Look to East Asia, and Australia (NSW aside) and New Zealand. Europe too. Eg. Germany, France, Italy.
Pandemic border control. UK borders have been and continue to be pretty much wide open for any and all new strains. And there's no such thing as 'home quarantine'. The whole point of quarantine is to stop the spread. That doesn't mean only after the potentially infected person has travelled, often on busy public transport, to their home or hotel.
Mandatory masks in indoor public spaces including schools, like most of Europe, USA, and East Asia (the minority of genuine exemptions excepted). Possibly at times of high infection, follow CDC advice to mask in busy public spaces outdoors too.
If lockdown, do it properly and enforce it. Like Europe, paperwork required if out and about for essential reasons. Curfews. Strict but short is best when it comes to lockdowns.
Ventilation. Fitted filtering systems in schools and on public transport.
Self isolation support.
Include all the main symptoms on the NHS list and offer tests for all main symptoms.

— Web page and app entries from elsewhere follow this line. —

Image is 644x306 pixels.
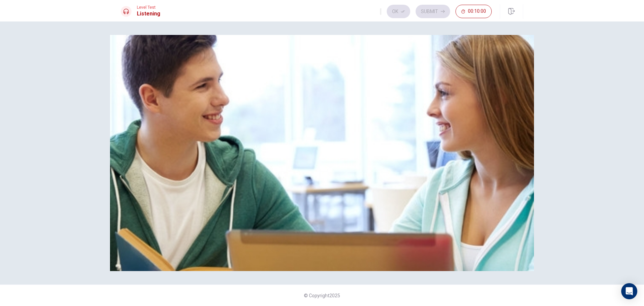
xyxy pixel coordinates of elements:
[304,293,340,298] span: © Copyright 2025
[137,5,160,10] span: Level Test
[468,8,486,14] span: 00:10:00
[110,35,534,271] img: passage image
[137,10,160,18] h1: Listening
[456,5,492,18] button: 00:10:00
[621,283,638,299] div: Open Intercom Messenger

Educate public. On the symptoms, and on what airborne infection means, on infection control. Things we used to understand in the past - back when we had TB sanatariums and isolation hospitals.
Proper PPE for health and social care staff. FFP2 or FFP3 masks. In fact, do as Germany advises and FFP2 masks for the public too in crowded public spaces, i.e. public transport.
mRNA booster jab all clinically vulnerable and over 40s (risk increases at 40/45, not 50).
Provide access to treatment for Long Covid patients. Including specialist scans (routine scans don't always pick up the damage).
Regeneron treatment for patients who for medical reasons aren't protected fully by vaccines.
CEV list to include those at highest risk of hospitalisation and death (not necessarily the same as increased risk of infection).